Abstract

Christopher Marlowe’s The Jew of Malta is a significant example of the transition from Morality Plays to a period of more developed and mature drama in the Elizabethan period. The themes that Marlowe handles and the protagonist he presents in the play emerge as aspects of a distinctive approach to dramatic representation and the concept of drama of that time. The play is set against the background of the struggle for economic, political, and military dominance between the Catholic Spain and Moslem Ottoman Empires and the Catholic administration and Jewish mercantile class in Malta. Religious conflicts and bigotry, intrigues, betrayals, and revenge plans committed by almost all characters representing different religious communities, ethnic prejudices that affect not only individuals but also the whole society, greed, and moral corruption emerge as the basic themes. Although the full title of the play was Famous Tragedy of the Rich Jew of Malta, the play could not gain the status of a tragedy in the Aristotelian or Elizabethan sense of the word for many critics due to its dominant farcical characteristics. For a modern reader, however, The Jew of Malta can be considered as a satirical tragedy, the tragedy not of the protagonist Barabas, but of humanity that craves material benefits and political power, and for the sake of achieving these, commits all kinds of villanies including exploitation, theft, and murder, and as a result, socially experiences the fall of the tragic hero.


▶ EXERCISE DETAILS
Every line of the data below is to be given again as it appears, with the images removed.

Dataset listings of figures
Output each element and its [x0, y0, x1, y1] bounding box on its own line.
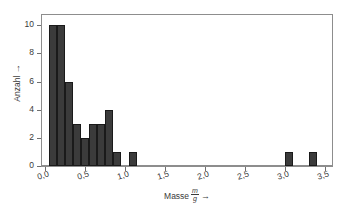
y-axis-tick-label: 8 [29, 48, 34, 57]
x-axis-tick-label: 2,5 [236, 169, 250, 182]
x-axis-title-text: Masse [164, 191, 189, 201]
y-axis-arrow-icon: → [12, 64, 22, 73]
y-axis-tick-label: 4 [29, 105, 34, 114]
x-axis-tick-label: 1,5 [156, 169, 170, 182]
histogram-bar [105, 110, 113, 166]
y-axis-tick [37, 82, 41, 83]
histogram-bar [73, 124, 81, 166]
y-axis-tick-label: 0 [29, 161, 34, 170]
x-axis-unit-fraction: mg [191, 187, 199, 202]
x-axis-tick-label: 2,0 [196, 169, 210, 182]
histogram-bar [113, 152, 121, 166]
y-axis-tick [37, 166, 41, 167]
x-axis-title: Massemg→ [41, 187, 333, 202]
x-axis-tick-label: 3,5 [316, 169, 330, 182]
histogram-bar [97, 124, 105, 166]
x-axis-unit-numerator: m [191, 187, 199, 195]
histogram-bar [49, 25, 57, 166]
y-axis-tick-label: 10 [25, 20, 34, 29]
y-axis-tick [37, 138, 41, 139]
x-axis-arrow-icon: → [201, 191, 210, 201]
y-axis-line [41, 14, 42, 166]
histogram-bar [65, 82, 73, 166]
histogram-bar [89, 124, 97, 166]
y-axis-tick [37, 53, 41, 54]
x-axis-tick-label: 0,5 [76, 169, 90, 182]
x-axis-tick-label: 3,0 [276, 169, 290, 182]
histogram-figure: Anzahl → Massemg→ 02468100,00,51,01,52,0… [0, 0, 357, 205]
histogram-bar [129, 152, 137, 166]
x-axis-tick-label: 0,0 [36, 169, 50, 182]
y-axis-tick-label: 6 [29, 77, 34, 86]
x-axis-tick-label: 1,0 [116, 169, 130, 182]
histogram-bar [309, 152, 317, 166]
x-axis-unit-denominator: g [191, 195, 199, 202]
y-axis-tick [37, 25, 41, 26]
plot-area [41, 14, 333, 166]
histogram-bar [81, 138, 89, 166]
y-axis-title: Anzahl → [12, 38, 22, 128]
y-axis-title-text: Anzahl [12, 76, 22, 102]
y-axis-tick [37, 110, 41, 111]
histogram-bar [285, 152, 293, 166]
histogram-bar [57, 25, 65, 166]
y-axis-tick-label: 2 [29, 133, 34, 142]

▶ THE ANSWER
Output each element and its [x0, y0, x1, y1] bounding box on its own line.
y-axis-tick-label: 8 [29, 48, 34, 57]
x-axis-tick-label: 2,5 [236, 169, 250, 182]
x-axis-title-text: Masse [164, 191, 189, 201]
y-axis-arrow-icon: → [12, 64, 22, 73]
y-axis-tick-label: 4 [29, 105, 34, 114]
x-axis-tick-label: 1,5 [156, 169, 170, 182]
histogram-bar [105, 110, 113, 166]
y-axis-tick [37, 82, 41, 83]
histogram-bar [73, 124, 81, 166]
y-axis-tick-label: 0 [29, 161, 34, 170]
x-axis-unit-fraction: mg [191, 187, 199, 202]
x-axis-tick-label: 2,0 [196, 169, 210, 182]
histogram-bar [113, 152, 121, 166]
y-axis-tick [37, 166, 41, 167]
x-axis-title: Massemg→ [41, 187, 333, 202]
x-axis-tick-label: 3,5 [316, 169, 330, 182]
histogram-bar [97, 124, 105, 166]
x-axis-unit-numerator: m [191, 187, 199, 195]
histogram-bar [49, 25, 57, 166]
y-axis-tick-label: 10 [25, 20, 34, 29]
y-axis-tick [37, 138, 41, 139]
x-axis-arrow-icon: → [201, 191, 210, 201]
y-axis-line [41, 14, 42, 166]
histogram-bar [65, 82, 73, 166]
histogram-bar [89, 124, 97, 166]
y-axis-tick [37, 53, 41, 54]
x-axis-tick-label: 0,5 [76, 169, 90, 182]
x-axis-tick-label: 3,0 [276, 169, 290, 182]
histogram-figure: Anzahl → Massemg→ 02468100,00,51,01,52,0… [0, 0, 357, 205]
histogram-bar [129, 152, 137, 166]
x-axis-tick-label: 0,0 [36, 169, 50, 182]
y-axis-tick-label: 6 [29, 77, 34, 86]
x-axis-tick-label: 1,0 [116, 169, 130, 182]
histogram-bar [309, 152, 317, 166]
x-axis-unit-denominator: g [191, 195, 199, 202]
y-axis-tick [37, 25, 41, 26]
plot-area [41, 14, 333, 166]
histogram-bar [81, 138, 89, 166]
y-axis-title: Anzahl → [12, 38, 22, 128]
y-axis-title-text: Anzahl [12, 76, 22, 102]
y-axis-tick [37, 110, 41, 111]
histogram-bar [285, 152, 293, 166]
histogram-bar [57, 25, 65, 166]
y-axis-tick-label: 2 [29, 133, 34, 142]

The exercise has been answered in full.